Chalmer’s last option is neutral monism, that something more primal than matter or mind is the cause of both, as suggested by Russell in 1921:
“The stuff of which the world of our experience is composed is, in my belief, neither mind nor matter, but something more primitive than either. Both mind and matter seem to be composite, and the stuff of which they are compounded lies in a sense between the two, in a sense above them both, like a common ancestor.” (Russell, 2005)
Russell didn’t specify a common ancestor for mind and matter, but if quantum reality creates the observer as well as physical events, quantum realism is a neutral monism as Russell proposed.
Consider the premise that every physical event must have an observer. Virtual worlds exist by being observed so if our physical reality is virtual, it should be the same. Quantum theory confirms that physical events require observation, as spreading quantum waves only collapse to a physical event when observed. It follows that an observer is needed for physical events to occur.
We also know that our universe began at a moment in time so without observation, it would have stayed in a quantum superposition. The initial physical events had to be observed to occur. If our universe began as a light plasma that physically collided into basic matter (Chapter 3), the only entities that could observe were photons. The simplest conclusion that lets observation cause the initial physical events is that photons observed.
It isn’t claimed that photons observe as we do, but that they observe quantum scale events of 10-35 meters and 10-43 seconds. Such events are incredibly short and brief to us, as they occur more times per second than there have been seconds in our universe. That photons observe seems preposterous but the alternative, that only we observe the universe, is equally so.
To observe so little so briefly seems hardly worth it to us, but smallism, that facts about big things come from facts about small things (Coleman, 2006), can apply to observation too. If the observer experience began small, like everything else, then macro-consciousness can derive from micro-consciousness (Chalmers, 1996) (p305). It is possible that photons observe, so who are we to say that they don’t when we claim that we do?

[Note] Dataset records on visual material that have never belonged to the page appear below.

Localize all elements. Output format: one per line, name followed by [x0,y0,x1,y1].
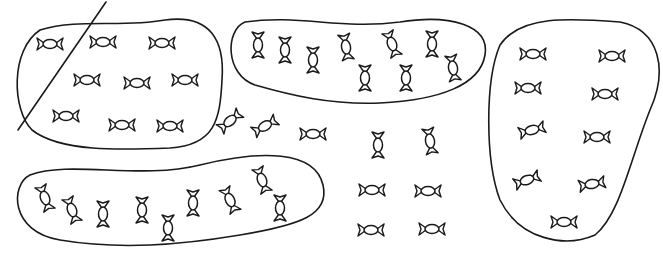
group-top-left-candy-icon [90,36,116,48]
group-right-candy-icon [584,131,610,143]
group-bottom-left-candy-icon [162,215,174,241]
group-top-left-candy-icon [109,119,135,131]
group-top-middle-candy-icon [307,47,319,73]
group-top-left-candy-icon [74,74,100,86]
group-bottom-left-candy-icon [219,186,241,215]
diagram-canvas [0,0,663,253]
group-bottom-left-candy-icon [274,195,286,221]
group-outlines [17,19,659,245]
group-right-candy-icon [578,176,606,192]
group-right-candy-icon [513,170,542,190]
group-top-middle-candy-icon [252,32,264,58]
candies-layer [35,30,625,241]
group-bottom-left-candy-icon [187,190,199,216]
group-bottom-left-candy-icon [62,196,82,225]
candy-grouping-diagram [0,0,663,253]
group-right-candy-icon [599,50,625,62]
loose-candy-icon [300,128,326,140]
cross-out-slash [18,2,106,130]
group-top-middle-candy-icon [445,54,461,82]
group-top-middle-outline [231,19,485,103]
group-right-candy-icon [551,216,577,228]
group-bottom-left-candy-icon [35,184,55,213]
group-right-outline [489,20,659,241]
loose-candy-icon [216,108,244,134]
group-top-left-candy-icon [157,120,183,132]
group-top-middle-candy-icon [382,30,402,59]
loose-candy-icon [251,114,280,137]
group-top-left-candy-icon [53,110,79,122]
group-right-candy-icon [520,48,546,60]
group-top-middle-candy-icon [400,65,412,91]
group-bottom-left-candy-icon [136,197,148,223]
group-right-candy-icon [518,121,546,139]
group-top-middle-candy-icon [279,37,291,63]
group-top-middle-candy-icon [359,65,371,91]
group-top-middle-candy-icon [426,31,438,57]
group-top-left-candy-icon [37,38,63,50]
loose-candy-icon [358,224,384,236]
loose-candy-icon [359,184,385,196]
group-top-left-candy-icon [124,77,150,89]
group-bottom-left-candy-icon [97,201,109,227]
group-bottom-left-candy-icon [252,166,272,195]
loose-candy-icon [422,127,438,155]
group-top-middle-candy-icon [338,33,354,61]
loose-candy-icon [372,132,384,158]
group-right-candy-icon [515,82,541,94]
loose-candy-icon [415,185,441,197]
group-top-left-candy-icon [172,74,198,86]
loose-candy-icon [419,223,445,235]
group-right-candy-icon [592,88,618,100]
group-top-left-candy-icon [149,37,175,49]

By Conway’s free will theorem, either everything is conscious or nothing is (Koch, 2014), so it is simpler to say that observation always existed than to explain how it began with no precedent.
If observation existed from the start, then photons observe on their scale, but not as we do. To avoid confusion, let us call quantum-scale observations proto-consciousness, as Penrose proposed in 1944 (Penrose, 1994), and more recently:
“… the elements of proto-consciousness would be intimately tied in with the most primitive Planck level ingredients of space-time geometry, these presumed ‘ingredients’ being taken to be at the absurdly tiny level of 10-35m and 10-43s, a distance and time some 20 orders of magnitude smaller than those of normal particle-physics scales and their most rapid processes.” (Penrose & Hameroff, 2017) p21.
That consciousness began small answers another question, that if everything is a player in our virtual universe, isn’t it boring for some? If one asked for players in a virtual universe like ours, who wants to be a rock on mars, that just sits there for a million years? But a rock is an aggregate of molecules, so it observes on a molecular scale, not a rock scale. On this scale, something new happens every nanosecond, so it isn’t boring at all.
This isn’t panpsychism, that matter is conscious, because in quantum realism, matter doesn’t exist except as a view. Panpsychism assumes that matter exists to have a consciousness property, but if matter itself doesn’t exist, it can’t have that property. This is possible because previous chapters derived matter properties, like mass, charge, and spin, from quantum reality.
Quantum realism changes the question from how dead matter became able to observe to how proto-observations became human observations. It replaces the explanatory gap between matter and consciousness with an evolutionary gap, between what atoms observe and what we do. The conclusion, developed later, is that the ability to observe had to exist from the beginning to cause physical events. Hence, instead of asking how matter acquired consciousness, we now ask how matter observations evolved, which raises the question of how brains evolved?